Here's a bonus reason to watch "Hack Your Health." One specific topic it addresses are cravings, perhaps one of the most maddening challenges in weight management. “Hack Your Health” explores the research investigating whether cravings happen because we have gut bacteria that require us to eat certain foods for them to survive.


This makes tremendous sense to me. I've never agreed with the idea that we crave things because there's some nutrient value to the food. Even if you argue that ice cream has calcium in it, many other foods have roughly the same amount of calcium. Yes, chocolate has a variety of minerals in it, but nuts and seeds contain far more. So why do people crave a chocolate cookie, not a handful of nuts and a glass of milk? There must be some other reason, and "Hack Your Health" provides an alternative hypothesis.


And while my personal experience can’t be applied to anyone else, I’ve found that getting in those 30 a week has affected my sweet tooth. After watching “Hack Your Health,” I tracked what I ate for a week, and I was surprised to discover that although I generally eat healthy, I ate the same 15 fruits, vegetables, legumes, and nuts and seeds throughout the week. And although I love legumes and nuts and seeds, they weren’t always in my weekly menu.


So, I gradually made several changes to my eating habits. First, I added an extra ingredient to the recipes I was already preparing. I added mushrooms to spaghetti sauce, sprinkled sunflower or pumpkin seeds on salads, and added frozen four-berry mix to plain Greek yogurt, instead of using just one fruit.


I also was more conscious about choosing a different non-starchy vegetable as a side dish. I could eat broccoli every day of the week with pretty much any meal. Instead, I made a point of switching it up and planned for carrots, green beans, cauliflower, Brussels sprouts, or tomato-cucumber salad as side dishes.


I added in a legume-based meal to my cycle menu weekly. (On a side note, this is one of the benefits of a cycle menu. When I noticed legumes were lacking, tweaking my cycle menu was simple.) And many of my legume recipes include more than one legume, or allow me to add in another non-starchy vegetable.


Finally, I traded in my midafternoon snack of peppermint patties, and replaced them with a different dried fruit and nut combination daily. Instead of highly-processed, high-sugar peppermint patties, I’m enjoying pistachios with cherries, hazelnuts with apricots, figs with cashews, dates with Brazil nuts, bananas with pumpkin seeds, and coconut and pineapple with macadamias.

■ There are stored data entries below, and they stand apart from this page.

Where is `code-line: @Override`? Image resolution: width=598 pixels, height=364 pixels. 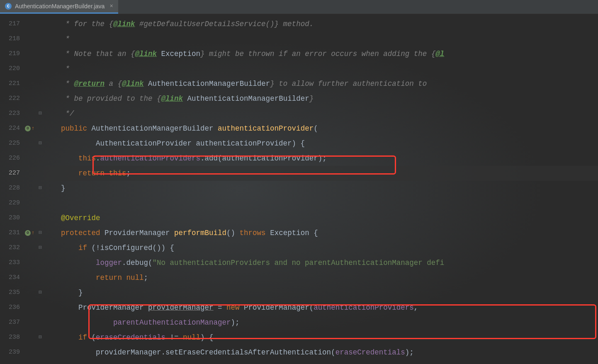 code-line: @Override is located at coordinates (321, 218).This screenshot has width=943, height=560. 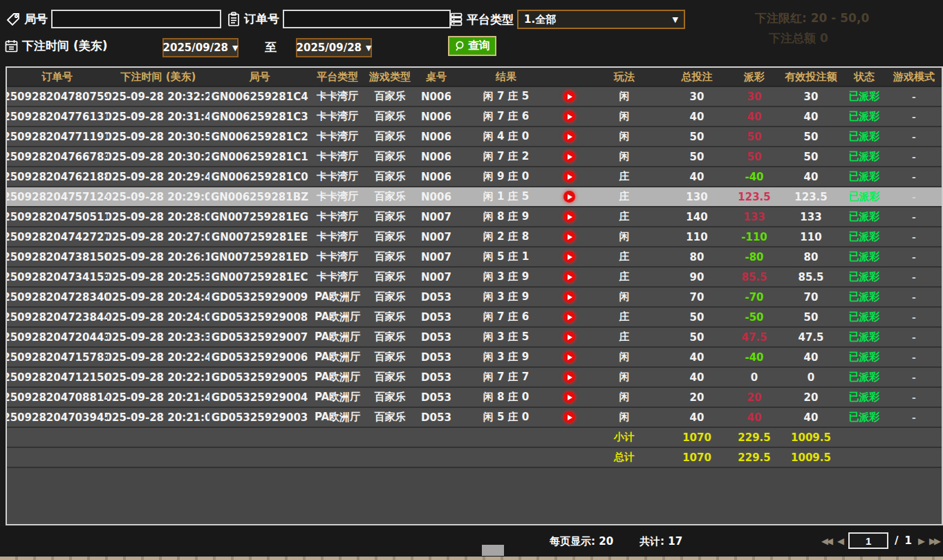 I want to click on last-page-button: ▶▶, so click(x=934, y=541).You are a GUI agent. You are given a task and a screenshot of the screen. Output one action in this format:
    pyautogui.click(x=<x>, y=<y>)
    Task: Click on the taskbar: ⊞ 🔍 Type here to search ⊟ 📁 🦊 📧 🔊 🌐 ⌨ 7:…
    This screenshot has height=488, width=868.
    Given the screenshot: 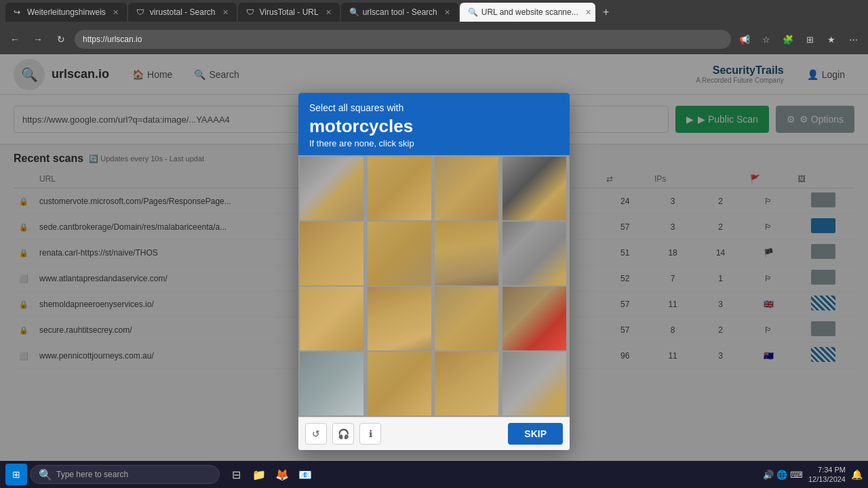 What is the action you would take?
    pyautogui.click(x=434, y=474)
    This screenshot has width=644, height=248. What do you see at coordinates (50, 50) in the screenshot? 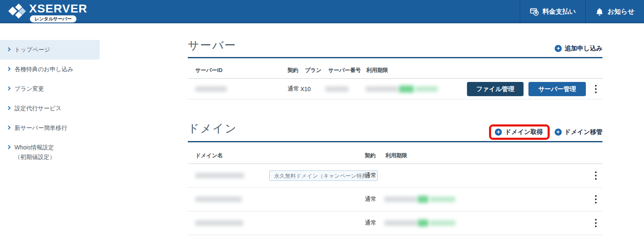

Interestingly, while I still enjoy the occasional dessert, my sweet tooth has completed faded away since I’ve focused on ABC. In fairness, my issues with cravings and sugary foods has been changing gradually for years. There was a time when I couldn’t have certain foods in my house. Cashews, pita chips, ice cream, frosting, avocados—if I had them in the house, I’d eat them until they were gone. Now that I’ve moved through the stages of grief with regard to narcissism, those cravings are…gone.


My sweet tooth persisted, though, and I looked forward to my peppermint patties every afternoon. But now that I've been focusing on ABC for a few months, plain yogurt with a half-cup of thawed frozen mixed berries tastes sweet! I still enjoy desserts, but I no longer crave something sugary-sweet.


Changing your eating habits by focusing on ABC isn’t likely to change everything about your life and radically alter your physical and mental health. But you will be challenged to say yes to healthy foods, and say no to less healthy food choices. Eating more healthfully will benefit you, regardless of how it affects your gut-brain axis!